Obviously the nuance I missed as a ten-year-old was not wasted on the legions of Shakespeare fans and critics who are rather embarrassed by the Taming of the Shrew’s crudeness. But to see it gender-flipped is to be offered a counterfactual lens on gender bias in the world around us. What would we think of any given situation if the context was the same and only the gender was flipped? Would we chastise a man who rebelled at his mother who bartered for his dowry? How would we judge a wife who deprives her husband until he admitted that the moon was actually the sun? No doubt her sanity would be in question!
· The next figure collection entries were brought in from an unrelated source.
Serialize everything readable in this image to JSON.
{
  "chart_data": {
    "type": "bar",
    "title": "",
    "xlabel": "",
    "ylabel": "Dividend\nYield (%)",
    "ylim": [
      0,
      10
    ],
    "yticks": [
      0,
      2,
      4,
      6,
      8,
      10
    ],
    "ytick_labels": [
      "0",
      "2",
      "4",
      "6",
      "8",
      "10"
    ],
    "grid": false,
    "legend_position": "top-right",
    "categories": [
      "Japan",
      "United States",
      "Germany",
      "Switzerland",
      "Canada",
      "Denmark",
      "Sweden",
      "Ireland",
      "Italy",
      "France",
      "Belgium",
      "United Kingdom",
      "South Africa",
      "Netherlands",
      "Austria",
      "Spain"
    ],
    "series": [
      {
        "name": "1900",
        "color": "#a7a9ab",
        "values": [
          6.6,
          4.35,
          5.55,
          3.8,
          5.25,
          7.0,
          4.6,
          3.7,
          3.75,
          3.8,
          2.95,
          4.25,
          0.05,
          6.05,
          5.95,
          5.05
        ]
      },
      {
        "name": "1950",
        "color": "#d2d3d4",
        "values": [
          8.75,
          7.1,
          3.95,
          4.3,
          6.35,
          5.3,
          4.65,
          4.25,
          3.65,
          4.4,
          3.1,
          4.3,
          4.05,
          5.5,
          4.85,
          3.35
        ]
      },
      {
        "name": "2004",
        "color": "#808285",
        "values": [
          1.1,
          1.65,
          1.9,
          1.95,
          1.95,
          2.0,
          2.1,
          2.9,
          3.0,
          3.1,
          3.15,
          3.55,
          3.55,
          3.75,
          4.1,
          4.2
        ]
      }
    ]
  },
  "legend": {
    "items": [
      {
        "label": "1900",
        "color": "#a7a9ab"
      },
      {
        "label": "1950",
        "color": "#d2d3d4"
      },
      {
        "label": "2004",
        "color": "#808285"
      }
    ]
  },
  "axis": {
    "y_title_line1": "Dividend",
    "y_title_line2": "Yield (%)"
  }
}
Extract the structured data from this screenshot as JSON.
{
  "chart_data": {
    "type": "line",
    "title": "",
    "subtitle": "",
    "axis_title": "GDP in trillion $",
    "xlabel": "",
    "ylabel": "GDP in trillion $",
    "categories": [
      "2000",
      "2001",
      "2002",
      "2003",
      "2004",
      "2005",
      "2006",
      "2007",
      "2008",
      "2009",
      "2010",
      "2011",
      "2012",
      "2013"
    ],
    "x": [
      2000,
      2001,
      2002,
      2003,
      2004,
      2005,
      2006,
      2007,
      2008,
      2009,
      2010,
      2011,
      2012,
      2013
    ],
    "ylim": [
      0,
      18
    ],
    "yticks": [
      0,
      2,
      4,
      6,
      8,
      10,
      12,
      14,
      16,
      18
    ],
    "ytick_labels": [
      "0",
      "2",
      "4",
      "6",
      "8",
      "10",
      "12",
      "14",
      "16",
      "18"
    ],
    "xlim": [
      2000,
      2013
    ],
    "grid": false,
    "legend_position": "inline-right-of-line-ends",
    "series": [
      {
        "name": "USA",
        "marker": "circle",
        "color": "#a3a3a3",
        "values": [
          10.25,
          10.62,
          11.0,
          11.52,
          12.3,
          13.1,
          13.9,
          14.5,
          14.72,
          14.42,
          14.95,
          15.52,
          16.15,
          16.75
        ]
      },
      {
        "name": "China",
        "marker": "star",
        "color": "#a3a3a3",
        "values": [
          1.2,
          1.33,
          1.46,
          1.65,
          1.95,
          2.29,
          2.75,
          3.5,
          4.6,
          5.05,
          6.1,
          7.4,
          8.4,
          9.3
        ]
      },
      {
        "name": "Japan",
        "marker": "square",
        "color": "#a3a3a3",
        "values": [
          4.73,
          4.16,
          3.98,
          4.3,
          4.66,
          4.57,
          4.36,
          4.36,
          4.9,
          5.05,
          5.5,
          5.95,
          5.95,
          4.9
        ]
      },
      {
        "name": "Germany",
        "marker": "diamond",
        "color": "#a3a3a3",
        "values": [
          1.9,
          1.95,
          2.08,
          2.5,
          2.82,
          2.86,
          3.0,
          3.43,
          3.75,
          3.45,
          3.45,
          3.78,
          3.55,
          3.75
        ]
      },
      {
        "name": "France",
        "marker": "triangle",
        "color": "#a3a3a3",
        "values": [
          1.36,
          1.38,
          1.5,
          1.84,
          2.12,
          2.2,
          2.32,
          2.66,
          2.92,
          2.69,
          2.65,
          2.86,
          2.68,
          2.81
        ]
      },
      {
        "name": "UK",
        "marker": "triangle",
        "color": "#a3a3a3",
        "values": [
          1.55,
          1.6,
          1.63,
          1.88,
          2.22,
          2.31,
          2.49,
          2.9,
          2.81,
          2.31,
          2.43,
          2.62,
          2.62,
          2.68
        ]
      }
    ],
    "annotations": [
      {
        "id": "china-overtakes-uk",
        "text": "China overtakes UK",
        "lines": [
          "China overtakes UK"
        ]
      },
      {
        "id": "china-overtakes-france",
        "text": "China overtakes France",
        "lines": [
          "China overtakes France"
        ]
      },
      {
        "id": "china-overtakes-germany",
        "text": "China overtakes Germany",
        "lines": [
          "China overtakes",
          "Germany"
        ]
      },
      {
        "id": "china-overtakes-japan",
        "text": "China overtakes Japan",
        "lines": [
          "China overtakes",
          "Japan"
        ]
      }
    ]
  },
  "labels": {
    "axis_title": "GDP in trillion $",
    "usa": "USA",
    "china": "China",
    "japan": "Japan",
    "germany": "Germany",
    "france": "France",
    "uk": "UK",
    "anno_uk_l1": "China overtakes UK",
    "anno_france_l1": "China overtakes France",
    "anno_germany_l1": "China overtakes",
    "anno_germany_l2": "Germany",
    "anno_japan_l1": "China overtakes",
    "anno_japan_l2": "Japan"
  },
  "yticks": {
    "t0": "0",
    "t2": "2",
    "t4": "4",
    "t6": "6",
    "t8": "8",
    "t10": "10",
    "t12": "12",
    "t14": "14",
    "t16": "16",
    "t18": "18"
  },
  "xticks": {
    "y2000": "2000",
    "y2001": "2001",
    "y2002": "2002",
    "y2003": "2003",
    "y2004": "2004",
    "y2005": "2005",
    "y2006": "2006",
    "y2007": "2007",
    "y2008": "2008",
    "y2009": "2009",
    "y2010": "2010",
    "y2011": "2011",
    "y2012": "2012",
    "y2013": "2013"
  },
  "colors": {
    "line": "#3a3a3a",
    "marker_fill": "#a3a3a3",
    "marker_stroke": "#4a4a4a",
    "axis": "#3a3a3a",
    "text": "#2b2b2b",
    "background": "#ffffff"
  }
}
The struggle for equality for marginalized groups raises tough questions, but I find the counterfactual questionthe creativity to imagine a parallel world with the gender flippedcuts through much of the noise about fairness and equality. My field isn’t theater, it’s statistics, but the question of gender bias is still complicated. Human bias threatens to infiltrate algorithms that determine our credit scores, our job prospects, our insurance premiums. And yet, determining how to measure this isn’t straightforward. Simply removing a variable prone to bias, like race or gender, may only result in using another variable like economic indicators as a proxy. Recently, a group of researchers at University College London took a huge step towards defining and consequently removing bias with a paper on a counterfactual definition of fairnessexactly the same question the RSC’s Taming of the Shrew asks implicitly.
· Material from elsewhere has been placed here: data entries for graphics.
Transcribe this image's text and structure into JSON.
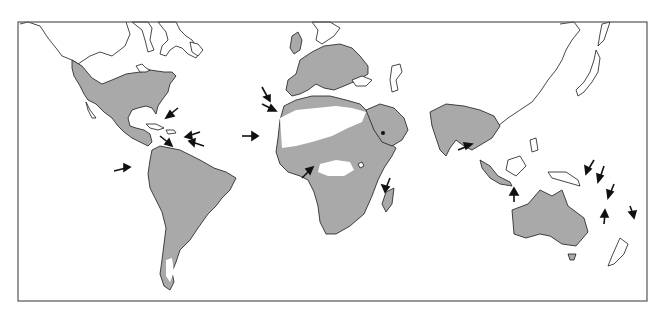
{
  "map": {
    "type": "world-distribution-map",
    "projection": "equatorial cylindrical",
    "frame": {
      "x": 18,
      "y": 22,
      "width": 629,
      "height": 279
    },
    "colors": {
      "background": "#ffffff",
      "land_outline": "#1a1a1a",
      "distribution_shade": "#a9a9a9",
      "arrow": "#111111",
      "frame": "#555555"
    },
    "shaded_regions": [
      "North America (USA, Mexico, Central America)",
      "South America",
      "Europe",
      "North Africa coast",
      "Sahel / Central Africa",
      "Southern Africa",
      "Arabian Peninsula",
      "Indian subcontinent and Southeast Asia",
      "Sumatra / Java",
      "Madagascar",
      "Australia",
      "Tasmania"
    ],
    "arrows": [
      {
        "id": "caribbean-bahamas",
        "tip": [
          170,
          115
        ],
        "dir": "sw"
      },
      {
        "id": "caribbean-lesser-antilles-1",
        "tip": [
          188,
          135
        ],
        "dir": "w"
      },
      {
        "id": "caribbean-lesser-antilles-2",
        "tip": [
          190,
          142
        ],
        "dir": "w"
      },
      {
        "id": "caribbean-trinidad",
        "tip": [
          168,
          143
        ],
        "dir": "se"
      },
      {
        "id": "galapagos",
        "tip": [
          128,
          170
        ],
        "dir": "e"
      },
      {
        "id": "atlantic-azores",
        "tip": [
          265,
          98
        ],
        "dir": "se"
      },
      {
        "id": "atlantic-canaries",
        "tip": [
          273,
          108
        ],
        "dir": "se"
      },
      {
        "id": "atlantic-cape-verde",
        "tip": [
          256,
          137
        ],
        "dir": "e"
      },
      {
        "id": "gulf-of-guinea",
        "tip": [
          310,
          168
        ],
        "dir": "ne"
      },
      {
        "id": "comoros",
        "tip": [
          385,
          190
        ],
        "dir": "s"
      },
      {
        "id": "sri-lanka",
        "tip": [
          470,
          145
        ],
        "dir": "e"
      },
      {
        "id": "lesser-sunda",
        "tip": [
          514,
          188
        ],
        "dir": "n"
      },
      {
        "id": "solomons",
        "tip": [
          585,
          172
        ],
        "dir": "sw"
      },
      {
        "id": "vanuatu",
        "tip": [
          598,
          180
        ],
        "dir": "sw"
      },
      {
        "id": "new-caledonia",
        "tip": [
          608,
          196
        ],
        "dir": "sw"
      },
      {
        "id": "norfolk",
        "tip": [
          605,
          210
        ],
        "dir": "n"
      },
      {
        "id": "fiji",
        "tip": [
          632,
          205
        ],
        "dir": "s"
      }
    ],
    "markers": [
      {
        "id": "arabia-dot",
        "pos": [
          383,
          133
        ]
      }
    ]
  }
}
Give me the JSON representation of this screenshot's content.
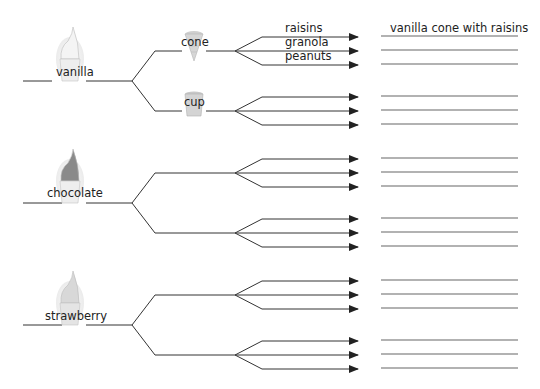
{
  "diagram": {
    "type": "tree-diagram",
    "title": "",
    "colors": {
      "line": "#333333",
      "answer_line": "#555555",
      "text": "#222222"
    },
    "header": {
      "answer_example": "vanilla cone with raisins"
    },
    "toppings_labels": [
      "raisins",
      "granola",
      "peanuts"
    ],
    "flavors": [
      {
        "label": "vanilla",
        "icon": "vanilla-ice-cream-icon",
        "containers": [
          {
            "label": "cone",
            "icon": "cone-icon"
          },
          {
            "label": "cup",
            "icon": "cup-icon"
          }
        ]
      },
      {
        "label": "chocolate",
        "icon": "chocolate-ice-cream-icon",
        "containers": [
          {
            "label": ""
          },
          {
            "label": ""
          }
        ]
      },
      {
        "label": "strawberry",
        "icon": "strawberry-ice-cream-icon",
        "containers": [
          {
            "label": ""
          },
          {
            "label": ""
          }
        ]
      }
    ],
    "answer_lines_count": 18,
    "filled_answers": [
      "vanilla cone with raisins"
    ]
  }
}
Philosophers, statisticians, and computer scientists use counterfactuals to determine causation in a system. For instance, one way to answer the question “Does gender bias determine the outcome of an online job application?” is by posing counterfactuals on the intervention in question. That is, if this candidate had been male, would the outcome have been the same? These questions mathematically highlight instances when certain variables like gender have different outcomes in real and counterfactual worlds. The Taming of the Shrew brings the imagined counterfactual world to life. Our algorithms, like art, inherit the bias of their creators. Counterfactuals offer a route to self-awareness for both scientists and artists.

In bringing into being the counterfactual world of gender-flipped Padua, the RSC gave me a serious cause for reflection that I believe can lead to constructive questions about equality for marginalized groups. How would a male job applicant face a panel entirely of women? How would jokes at the expense of women strike us if they were at the expense of men? Counterfactual questions cut through the assumptions we have surrounding sources of bias to reveal genuine merit. In stripping away the source of bias, counterfactual art and algorithms expose the root of an issue. The alleged respect Petruchia earns at the end of the play is baseless when wrought from violence. The Taming of the Shrew leaves the audience shaken in their many assumptions about gender roles, but, at the same time, it solidifies the conviction that the foundation for kindness and respect between men and women is no more complicated than minimal human-to-human decency.

Now I’m just waiting for someone to make a gender-flipped Seven Brides for Seven Brothers.